At present, the law is cumbersome because it involves people reading and agreeing upon the meaning of written words.

It seems to me perfectly possible, and desirable, for large chunks of the law to run automatically. Not all the law, but enough of it for the system to scale and better meet the demands of a globally connected, digital economy running 24/7/365 at the speed of electrons.

Blockchain and Legal Tech courses

Q: What are your plans moving forward?

SC: We are planning two courses. The first will be an overview of the tech and some of the interesting legal issues arising from them, individually and in combination. The main outcome of this course will be a major research paper on an issue of the student’s choice.

The second course will build upon the knowledge of the first. However, the main outcome will be a white paper proposing a sustainable, holistic solution to a systemic legal problem using some or all of the Lex Automagica tech-stack in concert.

From the two courses, students will gain a deep insight into emerging technology and demonstrate the capacity to completely innovate legal relationships using that technology. 

Q: Finally, when can we expect the first results from your research?

SC: This year. We are working on four projects already. Life is very busy and tremendously exciting.


Ivan Rasic holds the Transnational Trade Law and Finance LLM, a program by Universidad de Deusto (Bilbao, ES), Universiteit van Tilburg (Tilburg, NL), and Goethe Universität (Frankfurt, DE). After his work in law firms and inhouse, he started a legal tech company.
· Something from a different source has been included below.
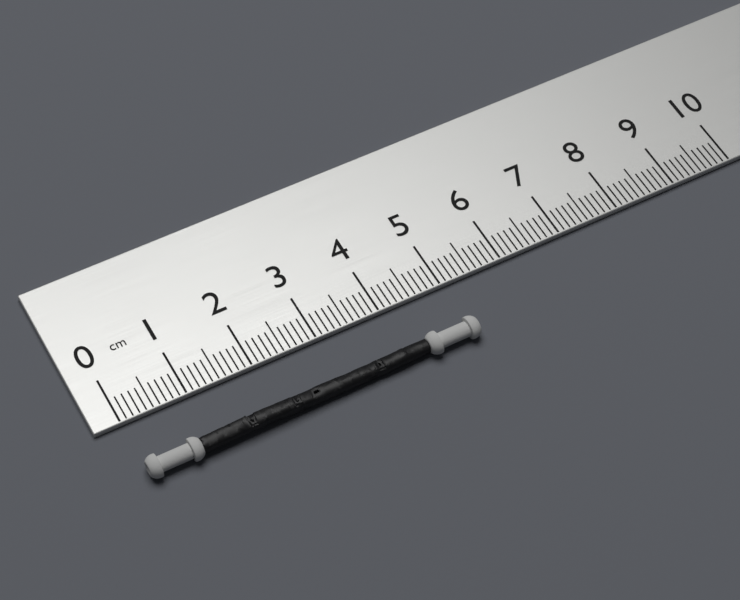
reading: 5.1 cm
Nowadays, Ivan leads STP Informationstechnologie GmbH's Sofia RnD center with project/development management, culture, strategy, and special project initiatives.

Ivan is an Ambassador at European Legal Tech Association (ELTA). He closely follows and writes on future of law, legal tech, ALSPs, and new ways of delivering legal services.

Scott Chamberlain is a Senior Lecturer at Australian National University (ANU) College of Law, where he teaches courses like Legal Entrepreneur, The Future of Legal Practice, and Blockchain & Legal Innovation.

Scott has, driven by his vision of Lex Automagica, received UBRI funding to research Blockchain and DLT's impact on our civilization.